Canadian standards for long-term care could right COVID-19 wrongs: Experts

November 23, 2020

TORONTO, VANCOUVERTwo veteran seniors care researchers have detailed federally mandated standards to reform long-term care amid a second wave of COVID-19 in a new discussion paper by the Canadian Centre for Policy Alternatives.

A Higher Standard: Setting national standards for long-term and continuing care outlines the key principles and minimum requirements needed to implement the federal government’s Throne Speech promise to set national standards for long-term care. It is a promise that came in the wake of the pandemic tragedies, some of which were so devastating the army was called in to respond.

“A global pandemic that has ravaged long-term care facilities in Canada forces us to reckon with the obvious: it is time to set a higher standard for long-term care,” says co-author Pat Armstrong, a professor at York University. “COVID-19 revealed the tragic consequences of a fragmented and neglected essential service. We have a chance to right that wrong.”

“Globally, countries with strong national regulation and oversight in long-term care fared better during COVID-19,” says Marcy Cohen, co-author and research associate with the CCPA-BC Office. 

Armstrong and Cohen recommend the federal government:

  • Ensure that everyone has access to care based on need, without financial barriers, and with maximum wait times for admission to a long-term care home;

  • Establish and enforce minimum staffing levels in these facilities—accompanied by decent working conditions and recruitment strategies to attract and retain staff;

  • Ensure a minimum of 70 per cent of staff work full-time in a single site and that all staff (including part-time) have benefits and pay based on equity principles;

  • Set in place plans to address infections, ranging from adequate stock of PPE to methods for effective laundry treatment to adequate room size and ventilation;

  • Require public accountability through public reporting of consistent, verified data and enforcement of penalties for failure to comply with standards;

  • Invest significant federal funds into developing a universal seniors care system, with stringent accountability mechanisms attached.

“The federal government also needs to address the elephant in the COVID-19 room: our dependence on for-profit facilities,” Armstrong says. “Canada needs a federal plan to ensure that all public money for elderly care goes to public or non-profit organizations, including sub-contracted services.”

“It is time for cooperation among provincial and federal leaders,” says Cohen. “The setting of clear standards in health care as a condition of federal funding is not an attack on provincial jurisdiction—it is the only path forward to a universal public system of long-term and continuing care, the same path Canada took to universal hospital and physician care. Seniors and people with disabilities deserve nothing less.”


▸ **TASK TO CARRY OUT**
Where an image appears in the data, omit it and reproduce the rest exactly.

################

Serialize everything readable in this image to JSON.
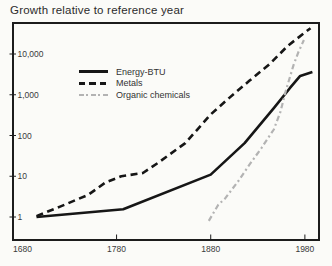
{
  "title": "Growth relative to reference year",
  "chart_data": {
    "type": "line",
    "title": "Growth relative to reference year",
    "xlabel": "",
    "ylabel": "",
    "x_scale": "linear",
    "y_scale": "log",
    "grid": false,
    "legend_position": "upper-left-inside",
    "x_ticks": [
      {
        "year": 1680,
        "label": "1680",
        "mark": false
      },
      {
        "year": 1780,
        "label": "1780",
        "mark": true
      },
      {
        "year": 1880,
        "label": "1880",
        "mark": true
      },
      {
        "year": 1980,
        "label": "1980",
        "mark": true
      }
    ],
    "y_ticks": [
      {
        "value": 1,
        "label": "1"
      },
      {
        "value": 10,
        "label": "10"
      },
      {
        "value": 100,
        "label": "100"
      },
      {
        "value": 1000,
        "label": "1,000"
      },
      {
        "value": 10000,
        "label": "10,000"
      }
    ],
    "series": [
      {
        "name": "Energy-BTU",
        "style": "solid",
        "color": "#161616",
        "width": 2.6,
        "points": [
          [
            1695,
            1
          ],
          [
            1787,
            1.55
          ],
          [
            1880,
            11
          ],
          [
            1916,
            65
          ],
          [
            1947,
            470
          ],
          [
            1964,
            1450
          ],
          [
            1975,
            2900
          ],
          [
            1988,
            3600
          ]
        ]
      },
      {
        "name": "Metals",
        "style": "dashed",
        "color": "#161616",
        "width": 2.6,
        "points": [
          [
            1695,
            1.05
          ],
          [
            1720,
            1.8
          ],
          [
            1750,
            3.5
          ],
          [
            1768,
            7
          ],
          [
            1785,
            10
          ],
          [
            1808,
            12
          ],
          [
            1825,
            22
          ],
          [
            1853,
            65
          ],
          [
            1880,
            330
          ],
          [
            1900,
            850
          ],
          [
            1921,
            2200
          ],
          [
            1942,
            5500
          ],
          [
            1962,
            16000
          ],
          [
            1986,
            43000
          ]
        ]
      },
      {
        "name": "Organic chemicals",
        "style": "dashdot",
        "color": "#b3b3b3",
        "width": 2.2,
        "points": [
          [
            1878,
            0.8
          ],
          [
            1888,
            2
          ],
          [
            1895,
            2.8
          ],
          [
            1910,
            8
          ],
          [
            1921,
            19
          ],
          [
            1934,
            50
          ],
          [
            1947,
            140
          ],
          [
            1954,
            380
          ],
          [
            1960,
            1300
          ],
          [
            1968,
            5400
          ],
          [
            1973,
            11000
          ],
          [
            1979,
            22000
          ]
        ]
      }
    ],
    "layout": {
      "plot_px": {
        "left": 13,
        "top": 23,
        "right": 319,
        "bottom": 240
      },
      "x_domain": [
        1670,
        1995
      ],
      "y1_px": 217,
      "y_decade_px": 40.75
    }
  }
}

################

▸ **RESPONSE**
Serialize everything readable in this image to JSON.
{
  "title": "Growth relative to reference year",
  "chart_data": {
    "type": "line",
    "title": "Growth relative to reference year",
    "xlabel": "",
    "ylabel": "",
    "x_scale": "linear",
    "y_scale": "log",
    "grid": false,
    "legend_position": "upper-left-inside",
    "x_ticks": [
      {
        "year": 1680,
        "label": "1680",
        "mark": false
      },
      {
        "year": 1780,
        "label": "1780",
        "mark": true
      },
      {
        "year": 1880,
        "label": "1880",
        "mark": true
      },
      {
        "year": 1980,
        "label": "1980",
        "mark": true
      }
    ],
    "y_ticks": [
      {
        "value": 1,
        "label": "1"
      },
      {
        "value": 10,
        "label": "10"
      },
      {
        "value": 100,
        "label": "100"
      },
      {
        "value": 1000,
        "label": "1,000"
      },
      {
        "value": 10000,
        "label": "10,000"
      }
    ],
    "series": [
      {
        "name": "Energy-BTU",
        "style": "solid",
        "color": "#161616",
        "width": 2.6,
        "points": [
          [
            1695,
            1
          ],
          [
            1787,
            1.55
          ],
          [
            1880,
            11
          ],
          [
            1916,
            65
          ],
          [
            1947,
            470
          ],
          [
            1964,
            1450
          ],
          [
            1975,
            2900
          ],
          [
            1988,
            3600
          ]
        ]
      },
      {
        "name": "Metals",
        "style": "dashed",
        "color": "#161616",
        "width": 2.6,
        "points": [
          [
            1695,
            1.05
          ],
          [
            1720,
            1.8
          ],
          [
            1750,
            3.5
          ],
          [
            1768,
            7
          ],
          [
            1785,
            10
          ],
          [
            1808,
            12
          ],
          [
            1825,
            22
          ],
          [
            1853,
            65
          ],
          [
            1880,
            330
          ],
          [
            1900,
            850
          ],
          [
            1921,
            2200
          ],
          [
            1942,
            5500
          ],
          [
            1962,
            16000
          ],
          [
            1986,
            43000
          ]
        ]
      },
      {
        "name": "Organic chemicals",
        "style": "dashdot",
        "color": "#b3b3b3",
        "width": 2.2,
        "points": [
          [
            1878,
            0.8
          ],
          [
            1888,
            2
          ],
          [
            1895,
            2.8
          ],
          [
            1910,
            8
          ],
          [
            1921,
            19
          ],
          [
            1934,
            50
          ],
          [
            1947,
            140
          ],
          [
            1954,
            380
          ],
          [
            1960,
            1300
          ],
          [
            1968,
            5400
          ],
          [
            1973,
            11000
          ],
          [
            1979,
            22000
          ]
        ]
      }
    ],
    "layout": {
      "plot_px": {
        "left": 13,
        "top": 23,
        "right": 319,
        "bottom": 240
      },
      "x_domain": [
        1670,
        1995
      ],
      "y1_px": 217,
      "y_decade_px": 40.75
    }
  }
}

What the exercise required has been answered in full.